1.

Record Nr.

UNINA9910811509703321

Autore

Frogel Shai

Titolo

The rhetoric of philosophy / / Shai Frogel

Pubbl/distr/stampa

Amsterdam ; ; Philadelphia, : John Benjamins Pub. Co., c2005

ISBN

1-282-15652-7

9786612156526

90-272-9423-2

Edizione

[1st ed.]

Descrizione fisica

1 online resource (167 p.)

Collana

Controversies, , 1574-1583 ; ; v. 3

Disciplina

101

Soggetti

Philosophy

Rhetoric

Lingua di pubblicazione

Inglese

Formato

Materiale a stampa

Livello bibliografico

Monografia

Note generali

Bibliographic Level Mode of Issuance: Monograph

Nota di bibliografia

Includes bibliographical references and index.

Nota di contenuto

The Rhetoric of Philosophy -- Editorial page -- Title page -- LCC data -- Epigraph -- Table of contents -- Acknowledgment -- Introduction -- Justification without criteria -- The search for ``The Truth'' (``the will to truth'') -- Rhetoric and philosophy -- Plato: The ``Gorgias'' and the ``Phaedrus'' -- The ``Gorgias'' -- The ``Phaedrus'' -- Aristotle: The Art of Rhetoric I -- Perelman: The new rhetoric -- Rhetoric and philosophy: The rhetoric of ``The Truth'' -- Speaker and addressee in philosophy -- The philosophical speaker -- The philosophical addressee -- Self-agreement and self-deception -- Philosophical argumentation:  Logic and rhetoric109 -- Locke and Berkeley: An example -- Locke and Berkeley: The lesson -- Logical proof and logical criticism -- Psychological criticism -- Humanism, critique and the rhetoric  of philosophy -- Humanism and critique -- The rhetoric of philosophy -- Notes -- -24pt -- References -- Index -- the series Controversies.

Sommario/riassunto

The book claims that philosophy can be defined by its distinct rhetoric.
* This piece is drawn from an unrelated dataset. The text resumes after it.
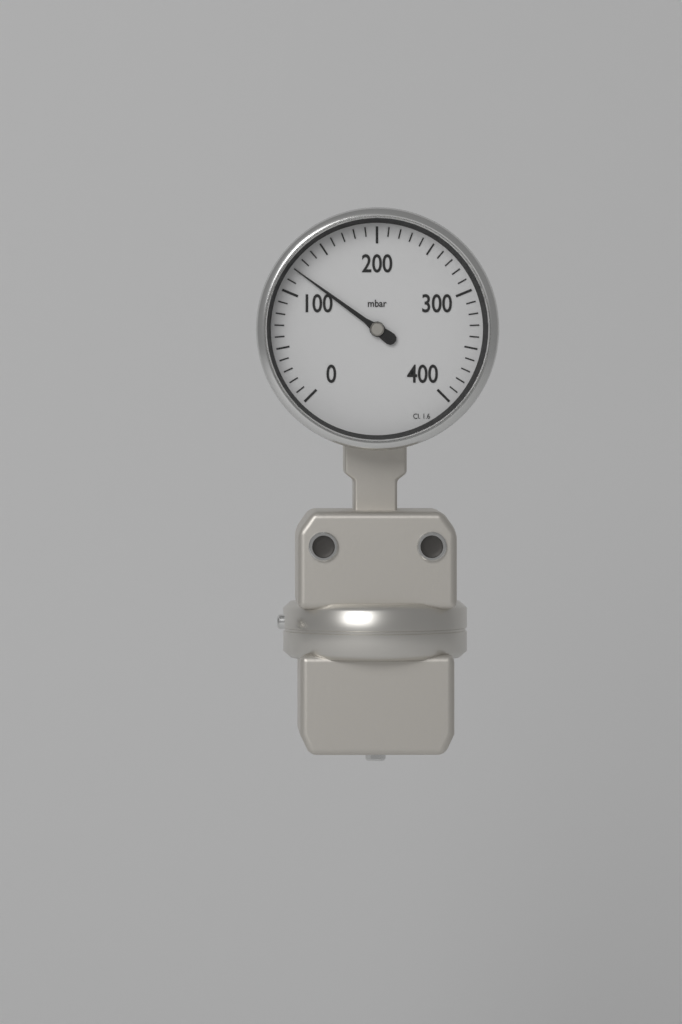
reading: 120 mbar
This rhetoric is shaped by two values: humanism and critique. Humanism is defined as preferring the individual human deliberation to any external authority or method. Self-conviction is the touchstone of truth in philosophy. Critique is defined as suspecting your beliefs and convictions. This is the reason why the book uses Nietzsche's definition



of "the will to truth" - "the will not to deceive, not even myself" - for explaining the nature of philosophical thinking and argumentation. This rhetorical analysis reveals that the danger of self-deception is a constitutive yet irresolvable problem of philosophy.The subjects of the book are: the relations between philosophy and rhetoric, the speaker and the addressee of philosophical arguments, the subordination of logic to rhetoric in philosophy and the philosophical problem of self-deception. This work, unburdened with philosophers' jargon, fits well in the current critical debate about the relevance of pragmatic features of the concepts of subjectivity and truth.